Tuesday, February 24, 2009

I'll Call You Back

A couple of posts back, I wrote a piece exaggerating my hatred for green beans. And while it’s true that I do hate green beans – which are one of the few foods that I can say taste truly repulsive to me – there are plenty of other things I hate more.

One of those things is the telephone. While it is a great tool for communication and I cannot fault its role in the development of information sharing technologies, I find it intrusive and annoying. There have been too many times when I’ve sat back to relax for the evening and had the shrill ring of a telephone interrupt whatever I’ve thrown on the television to watch. Or take a couple of minutes ago, for example. I had a vlog playing on my laptop in the dining room (which is where I prefer to make camp and write) and I had gone into the kitchen to get something to drink when what should begin its overly loud and piercing shriek but the phone. Suddenly, I can’t listen to what I’m trying to listen to and someone else is trying to make a demand upon my time over a device that I’m already irritated by in the first place.

Now, this wasn’t so bad when I lived on my own. Often, I would turn my cell phone down to a low volume, or if I particularly didn’t want to be disturbed, I’d set it to vibrate only. If it was on but quiet, I could hear it go off but it wasn’t so annoying that I couldn’t continue doing whatever it was that I saw more important than chatting on the phone. The other benefit of the cell phone was that most of the people I talk to on a regular basis have individual ring tones so I can tell by sound who is calling me, thus making the determination on whether or not I want to talk back. Caller ID does the same function, I suppose, but considerably more effort goes into finding the phone and having to physically check to see who it is on the other end.
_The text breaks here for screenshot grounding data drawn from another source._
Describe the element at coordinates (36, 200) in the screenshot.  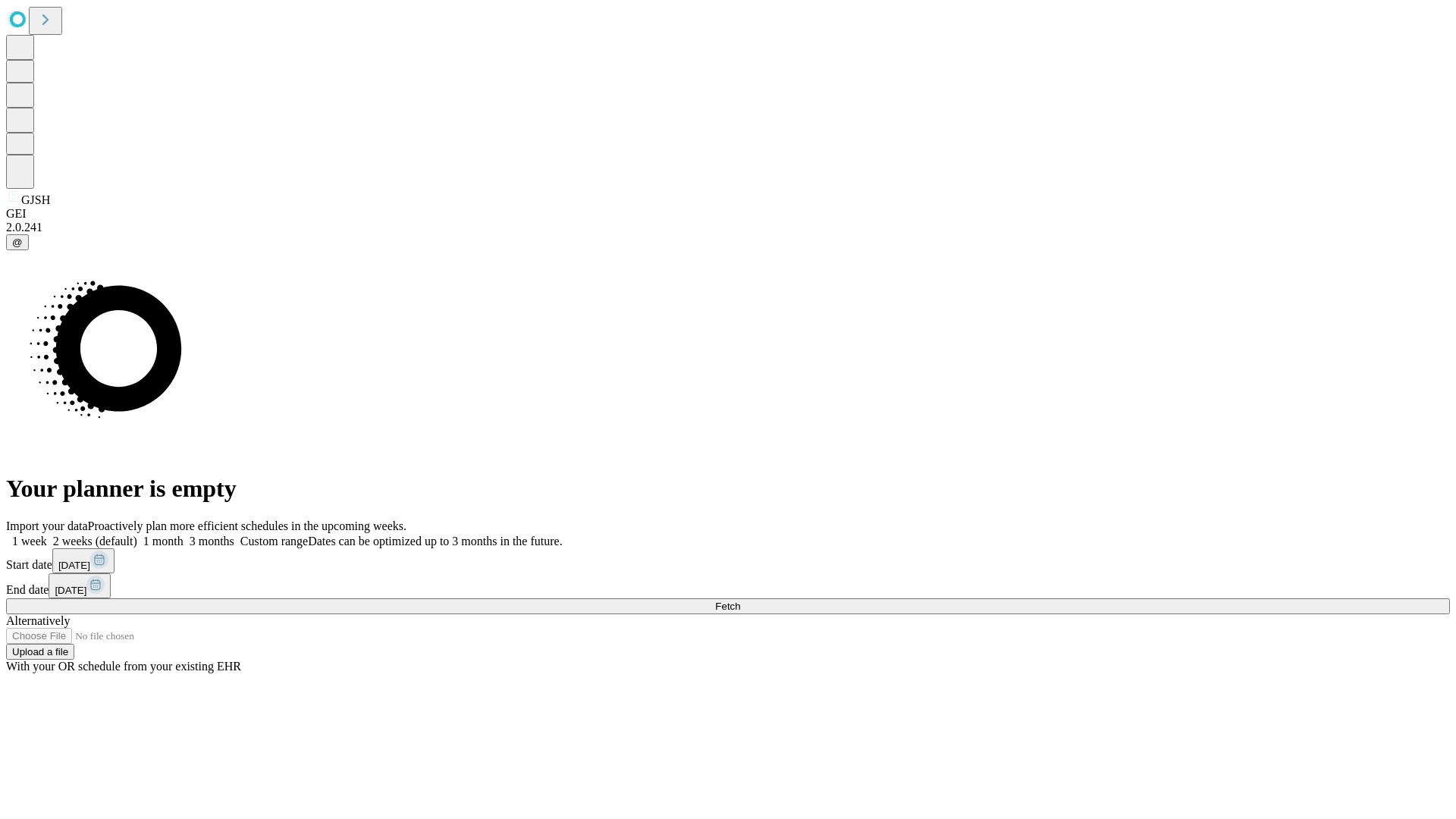
I see `span: GJSH` at that location.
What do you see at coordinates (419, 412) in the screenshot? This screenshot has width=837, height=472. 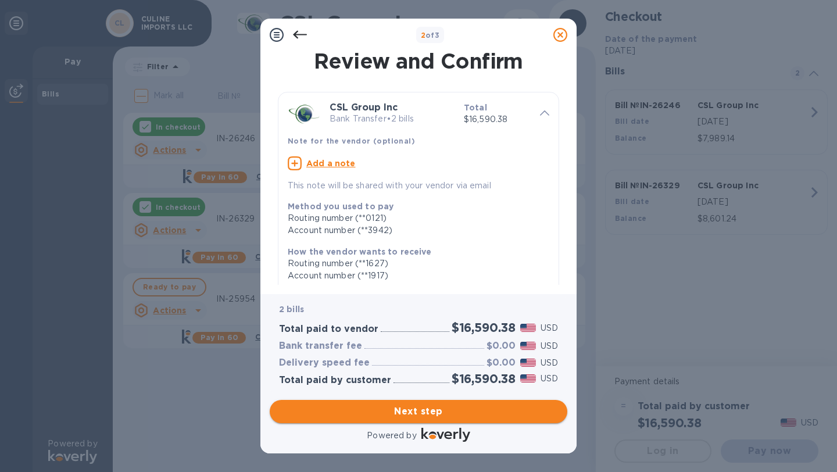 I see `span: Next step` at bounding box center [419, 412].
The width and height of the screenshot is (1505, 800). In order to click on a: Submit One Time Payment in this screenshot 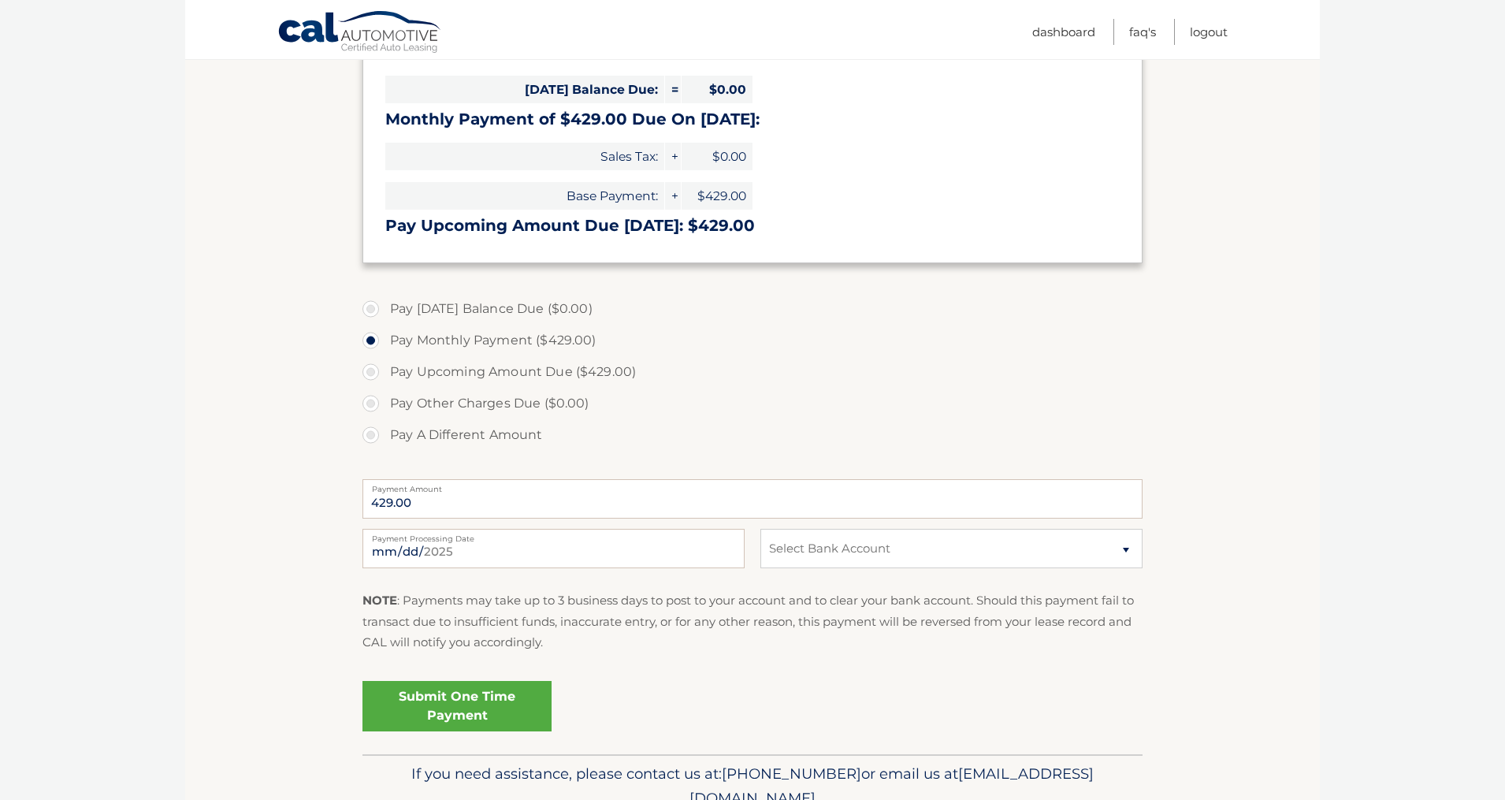, I will do `click(457, 706)`.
However, here at my parents’ house, only one phone has Caller ID and that is the phone in the basement. Also, instead of being at a low volume, all of the phones (with the exception of the one in my bedroom) have their volume turned to high so that the ringing phone can be heard throughout the entire house. That’s right: four telephones ringing loudly every time some church lady, family member, or telemarketer decides they want a moment of my parents’ time.
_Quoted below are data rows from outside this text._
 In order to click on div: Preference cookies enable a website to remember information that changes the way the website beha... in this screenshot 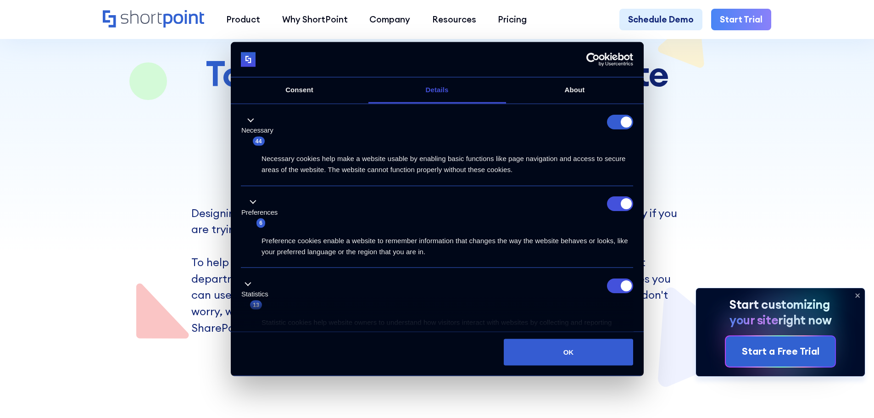, I will do `click(437, 242)`.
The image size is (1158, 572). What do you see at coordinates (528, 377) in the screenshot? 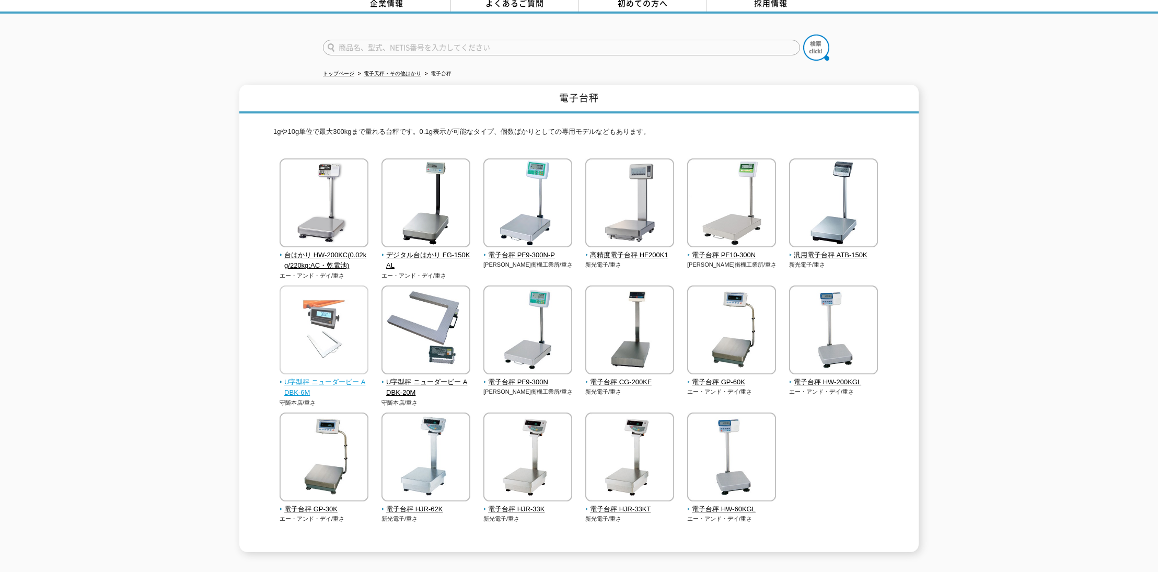
I see `a: 電子台秤 PF9-300N` at bounding box center [528, 377].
For the life of me, I don’t understand how they can take it. I mean, despite having an answering machine and allowing whoever it is to leave a message so that they have the vaguest inkling of whether or not the phone call is worth their time, they actually answer the phone more often than not. Some of the times, they even have the gall to complain afterwards about how often they talk on the phone and how they had other things they needed to be doing. The simple solution: don’t answer your phone then. Give up being a slave to calls and let ‘em leave a message on the machine. If it is important (and so often it isn’t) then call them back.

Okay, perhaps this makes me sound selfish. Maybe even “elitist.” But I’m a firm believer that when it comes to my time, I need to be selfish and do with it what I want. We each only live once (that we know of), so we should make the most of it. In order to do that, sometimes we have to forget that other people exist for awhile. Then, when we come back and someone else has something where they’d really like my attention and they get some of my time, hopefully it has more meaning to them. I know for myself, that when I do that, it makes the times where other people enter my world that much more meaningful too.

2 comments:

Orange Guy said...

I often remind Patty to not be a slave to the phone. She will drop whatever it is she is doing to answer it. "What if it's important?" Really? I can think of maybe 20 important calls I have received in my life. And I bet I've only made maybe 10 calls I would classify as important.
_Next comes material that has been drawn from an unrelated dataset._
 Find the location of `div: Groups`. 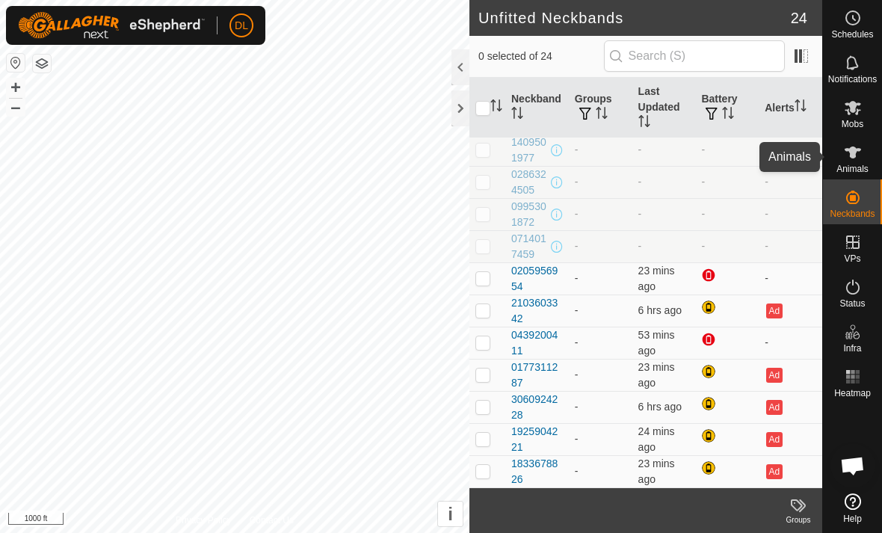

div: Groups is located at coordinates (799, 520).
If it rings during dinner, it does not get answered.

JR Tschopp said...

I remember you mentioning that and almost every time the house phone rings and someone rushes to it, I think, "Why can't you adopt Brad's attitude." I especially hate it when I'm watching TV and they pick up the cordless phone and proceed to have a conversation right there, going so far as to tell me to turn down the TV. Hello? You're the one being rude. I'm trying to watch this and the phone is CORDLESS. Go in the other room.